Much of the book is devoted to the Japanese reverence for the wolf, which also paints a strange picture. The famously insular Japanese abandoned a sacred animal simply because the West didn’t care for wolves? Why didn’t they also adopt Christianity, if they were so bent on imitating the West? Yes, the Japanese adopted Western ways and technology during the Meiji era, but there is no doubt that they picked and chose what they thought appropriate.
And here again we can compare environmental ideals in Japan and the West. While the simplistic take is that the West is single-handedly destroying the planet, in the case of preserving mega fauna – and in particular predators – the West actually seems ahead.
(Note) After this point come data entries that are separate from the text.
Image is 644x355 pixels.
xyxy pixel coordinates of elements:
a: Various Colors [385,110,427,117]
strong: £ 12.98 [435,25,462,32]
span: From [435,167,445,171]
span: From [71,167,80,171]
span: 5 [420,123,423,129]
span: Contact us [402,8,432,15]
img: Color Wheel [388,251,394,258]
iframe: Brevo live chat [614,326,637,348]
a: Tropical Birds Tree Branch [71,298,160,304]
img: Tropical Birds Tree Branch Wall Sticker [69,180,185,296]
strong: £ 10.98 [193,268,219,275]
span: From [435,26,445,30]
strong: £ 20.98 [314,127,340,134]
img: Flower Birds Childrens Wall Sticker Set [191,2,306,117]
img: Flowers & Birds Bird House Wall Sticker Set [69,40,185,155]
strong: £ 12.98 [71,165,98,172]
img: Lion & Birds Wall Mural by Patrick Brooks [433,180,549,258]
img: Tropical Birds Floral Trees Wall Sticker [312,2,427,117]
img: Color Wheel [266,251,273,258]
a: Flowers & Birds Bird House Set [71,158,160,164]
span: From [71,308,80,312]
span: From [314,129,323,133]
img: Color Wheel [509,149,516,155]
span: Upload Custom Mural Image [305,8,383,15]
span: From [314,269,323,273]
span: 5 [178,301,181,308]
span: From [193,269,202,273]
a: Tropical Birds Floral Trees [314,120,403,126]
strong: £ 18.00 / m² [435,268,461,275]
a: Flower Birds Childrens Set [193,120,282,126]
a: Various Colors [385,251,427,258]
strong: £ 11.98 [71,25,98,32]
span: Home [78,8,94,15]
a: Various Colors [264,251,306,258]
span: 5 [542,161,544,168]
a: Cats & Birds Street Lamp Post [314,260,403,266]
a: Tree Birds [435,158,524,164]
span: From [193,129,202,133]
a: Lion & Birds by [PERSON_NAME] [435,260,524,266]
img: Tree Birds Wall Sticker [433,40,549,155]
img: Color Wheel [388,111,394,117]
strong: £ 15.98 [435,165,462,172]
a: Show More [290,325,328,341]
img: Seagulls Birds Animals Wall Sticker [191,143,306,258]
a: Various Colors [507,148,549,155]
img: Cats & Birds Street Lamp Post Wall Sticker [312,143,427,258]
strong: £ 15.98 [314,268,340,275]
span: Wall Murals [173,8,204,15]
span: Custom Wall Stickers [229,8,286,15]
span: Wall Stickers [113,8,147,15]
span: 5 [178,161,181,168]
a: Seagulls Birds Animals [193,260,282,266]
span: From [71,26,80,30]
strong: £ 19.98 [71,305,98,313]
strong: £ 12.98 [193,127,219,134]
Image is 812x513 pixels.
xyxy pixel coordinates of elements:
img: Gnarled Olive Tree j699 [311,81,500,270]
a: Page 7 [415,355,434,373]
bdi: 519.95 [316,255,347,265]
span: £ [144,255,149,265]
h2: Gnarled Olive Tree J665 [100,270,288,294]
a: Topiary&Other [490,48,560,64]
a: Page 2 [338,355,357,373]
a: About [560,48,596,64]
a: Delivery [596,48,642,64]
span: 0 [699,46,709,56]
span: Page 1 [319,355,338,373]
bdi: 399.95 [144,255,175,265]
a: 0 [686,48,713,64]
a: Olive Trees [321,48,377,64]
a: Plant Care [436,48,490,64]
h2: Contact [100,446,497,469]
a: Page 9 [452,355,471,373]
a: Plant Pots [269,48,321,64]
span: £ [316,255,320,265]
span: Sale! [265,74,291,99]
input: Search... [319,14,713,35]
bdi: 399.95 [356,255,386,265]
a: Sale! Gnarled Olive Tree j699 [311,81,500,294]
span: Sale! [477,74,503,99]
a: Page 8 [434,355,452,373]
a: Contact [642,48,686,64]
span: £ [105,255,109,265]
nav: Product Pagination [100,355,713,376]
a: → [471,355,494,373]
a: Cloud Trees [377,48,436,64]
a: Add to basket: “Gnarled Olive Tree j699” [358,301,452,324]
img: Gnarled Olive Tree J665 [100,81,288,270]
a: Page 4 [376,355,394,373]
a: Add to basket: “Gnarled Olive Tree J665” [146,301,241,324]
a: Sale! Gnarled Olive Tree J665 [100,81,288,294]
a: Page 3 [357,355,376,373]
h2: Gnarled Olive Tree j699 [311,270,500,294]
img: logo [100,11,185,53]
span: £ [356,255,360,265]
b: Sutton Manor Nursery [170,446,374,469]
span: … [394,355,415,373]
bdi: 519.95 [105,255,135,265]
Wolves are returning to parts of Europe where they’d been extinct for centuries. Wolves have been reintroduced to the American West and even into North Carolina. Yes, these reintroductions are opposed by many, but significant enthusiasm for wolves among the entire population has made the reintroductions possible. And the century-long rural depopulation that came with industrial agriculture and industrial ranching provided enough open space.
Japan is also experiencing rural depopulation. The Japanese could reintroduce wolves any time they want, and yet they haven’t bothered. If their reverence for nature is so great, why not take it a step further, and reintroduce globally threatened tigers and leopards? Again, it seems the Japanese are essentially shrugging at the loss of large animals, and it’s hard to imagine that only a few generations ago they thought any differently.
This is not to single out the Japanese as any more anti-environment than most societies throughout history, but it shows that the simplistic tale of the West as the sole enemy of the planet is not backed up by facts. Unfortunately, it seems that “The Lost Wolves of Japan” relies on this discredited idea.
2 of 2 people found the following review helpful.
Another View
By Mokadi Jook
If you are interested in wolves, the mechanics of extinction, or the relationship of the Japanese people to the environment, this is a fascinating read. The spiritual and cultural relationship between the Japanese wolf and the Japanese people is explored in this well-written volume. Illustrations enhance the text, and the author's own experiences with wolves in the American west are relevant and provide a contrast to his experiences researching the history of the disappearance of wolves and wild dogs in Japan.